Still via Grafana. I ran it side-by-side with Loki and despite trying to optimise Loki and using ClickHouse out of the box - it really was shocking how much faster ClickHouse was for every single query (e.g. in the last 12 hours give my the frequency of logs with a particular JSON event or even "find this log entry, then join back and find the number of times a different entry appears within the same correlation_id)

What does the layout in click house look like? Do the input logs need to have a very defined structure?

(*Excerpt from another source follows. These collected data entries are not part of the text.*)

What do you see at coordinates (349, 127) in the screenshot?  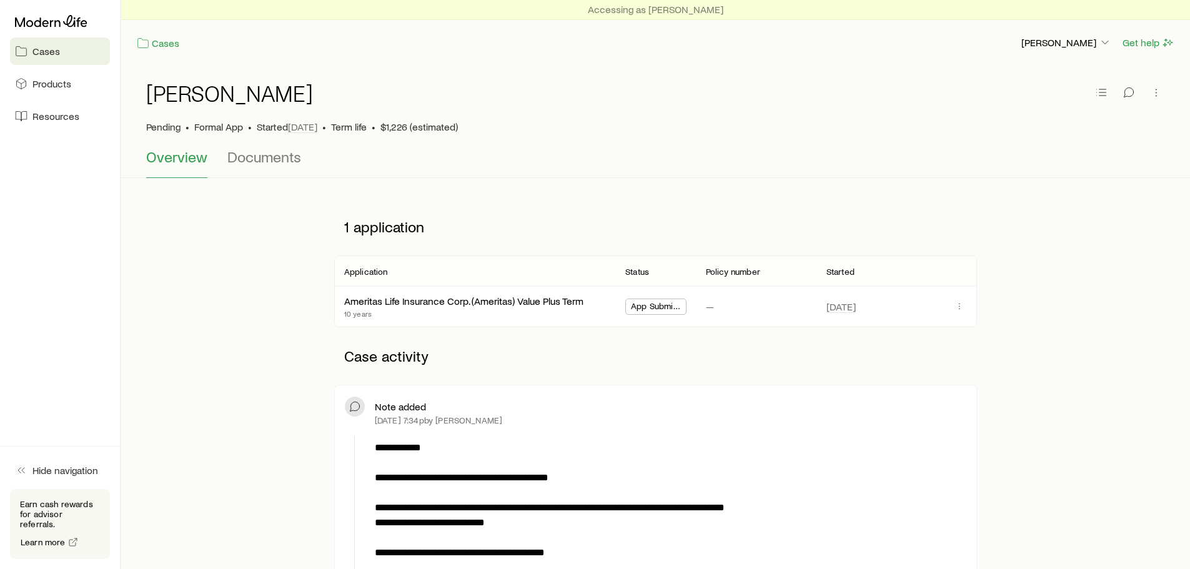 I see `span: Term life` at bounding box center [349, 127].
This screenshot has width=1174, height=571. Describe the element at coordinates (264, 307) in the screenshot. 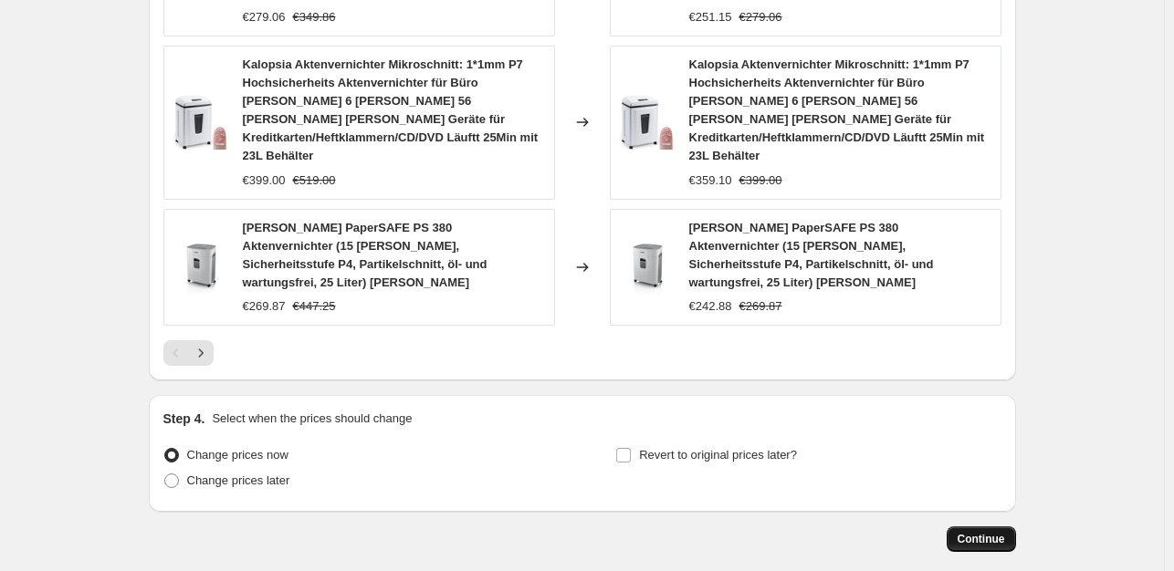

I see `div: €269.87` at that location.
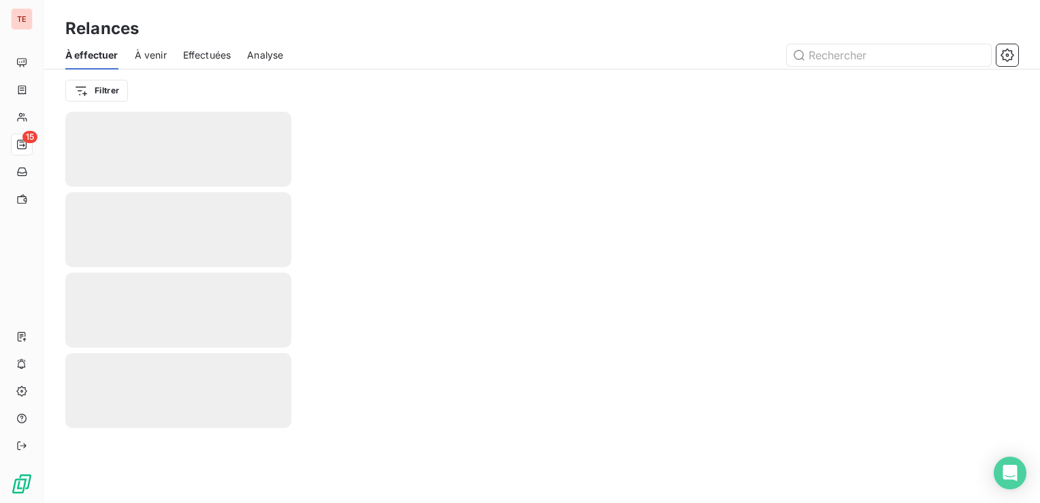 The image size is (1040, 503). I want to click on span: À venir, so click(150, 55).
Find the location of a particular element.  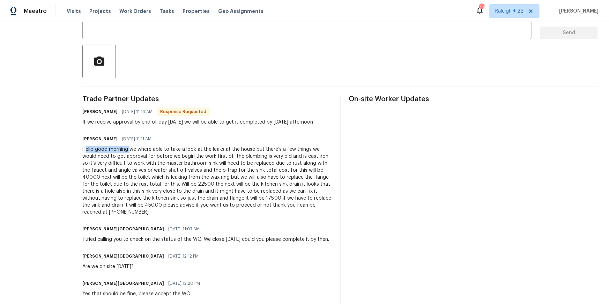

span: Work Orders is located at coordinates (135, 11).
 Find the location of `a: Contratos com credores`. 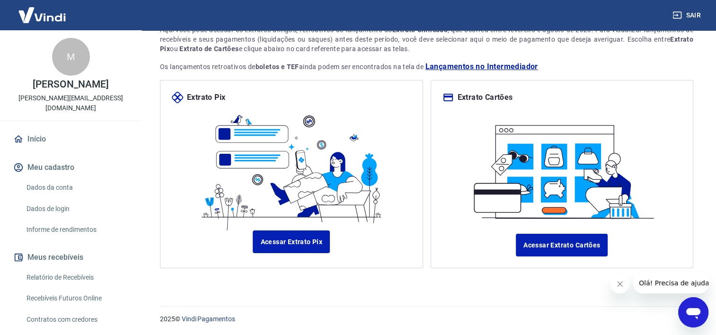

a: Contratos com credores is located at coordinates (76, 320).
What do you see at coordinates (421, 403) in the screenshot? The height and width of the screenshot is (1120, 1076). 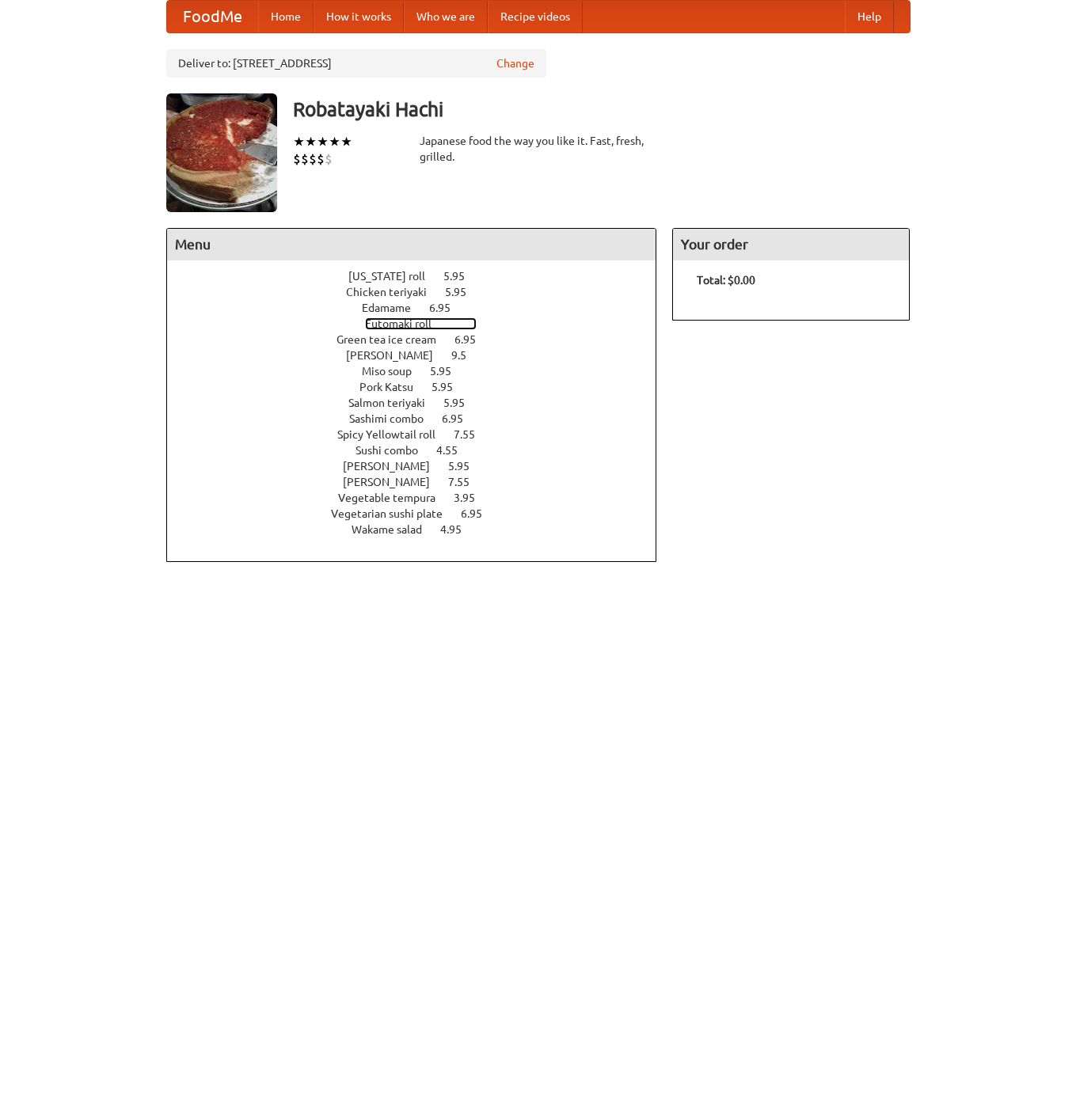 I see `a: Salmon teriyaki 5.95` at bounding box center [421, 403].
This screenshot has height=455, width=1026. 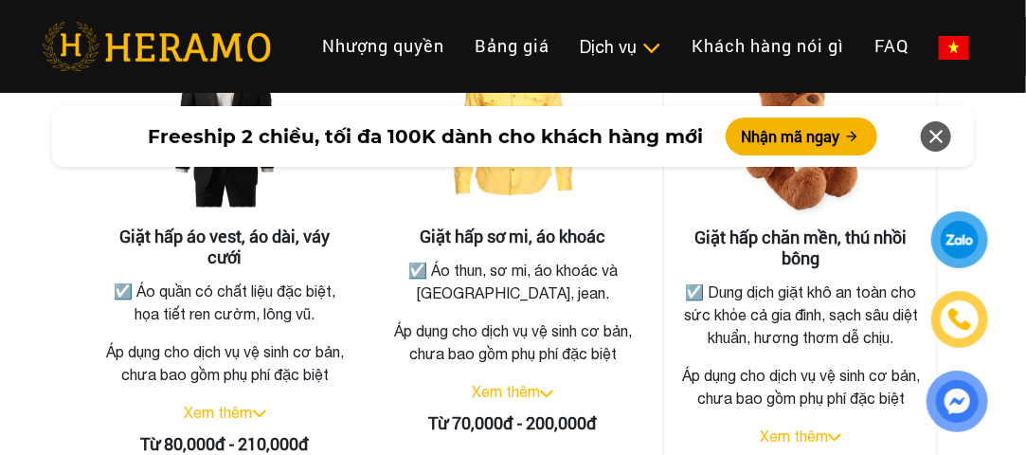 I want to click on p: ☑️ Áo quần có chất liệu đặc biệt, họa tiết ren cườm, lông vũ., so click(x=226, y=302).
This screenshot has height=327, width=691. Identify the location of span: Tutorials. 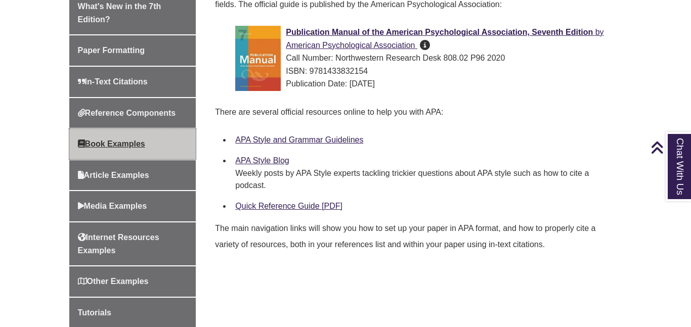
(95, 313).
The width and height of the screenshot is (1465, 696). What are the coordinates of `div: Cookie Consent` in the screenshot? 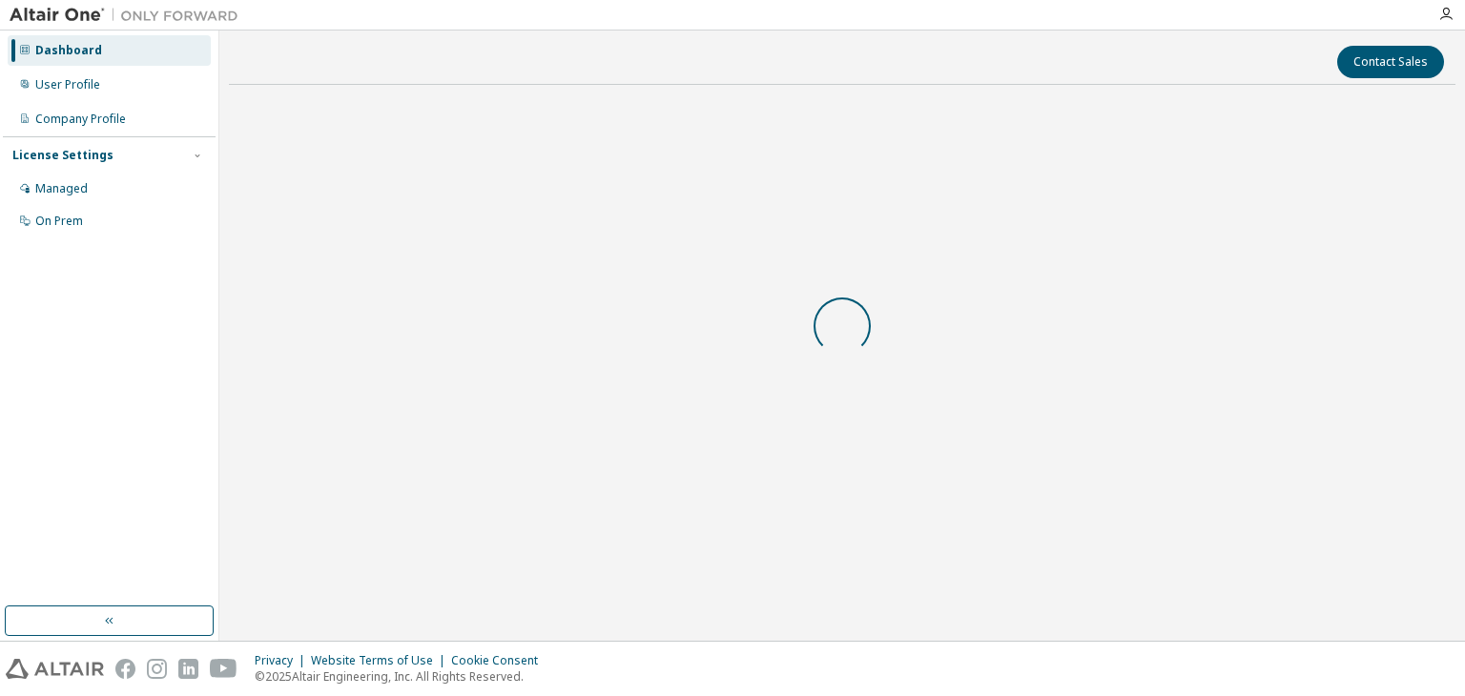 It's located at (500, 661).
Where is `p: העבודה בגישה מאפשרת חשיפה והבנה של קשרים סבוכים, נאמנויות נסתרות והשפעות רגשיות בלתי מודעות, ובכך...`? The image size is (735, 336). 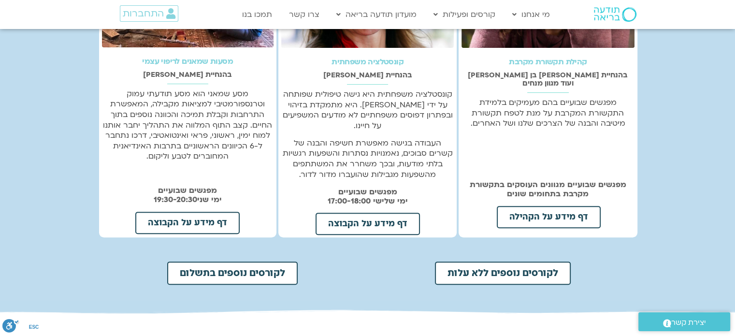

  • Not really, ClickHouse is super forgiving so you can do something like:

        CREATE TABLE default.events (
          `timestamp` DateTime
          `event` String -- e.g. 'product.updated' or empty/null
          `message` -- human readable message
          `raw` -- the raw message - this is very useful when pushing logs that aren't JSON - you just let the `event` be null and dump the entire message here
        )
        ENGINE = MergeTree
        PARTITION BY toDate(timestamp)
        ORDER BY (timestamp, event)
        TTL timestamp + toIntervalMonth(6)
    

    ClickHouse is extremely performant even in the cases of e.g.: SELECT count(*) FROM `events` WHERE `raw` LIKE '%hello world%'

    Of course, the more columns you splat out (e.g. like correlation_id, user_id, order_id, etc) the better you can index and expect those queries to perform but in general I don't bother outside the obvious core domain ones (exampled above), the performance is so good that unindexed queries are significantly faster than indexed queries in Loki. I have reached the point where I JSON extract on-the-fly for the WHERE clause with very large queries with no meaningful performance issues.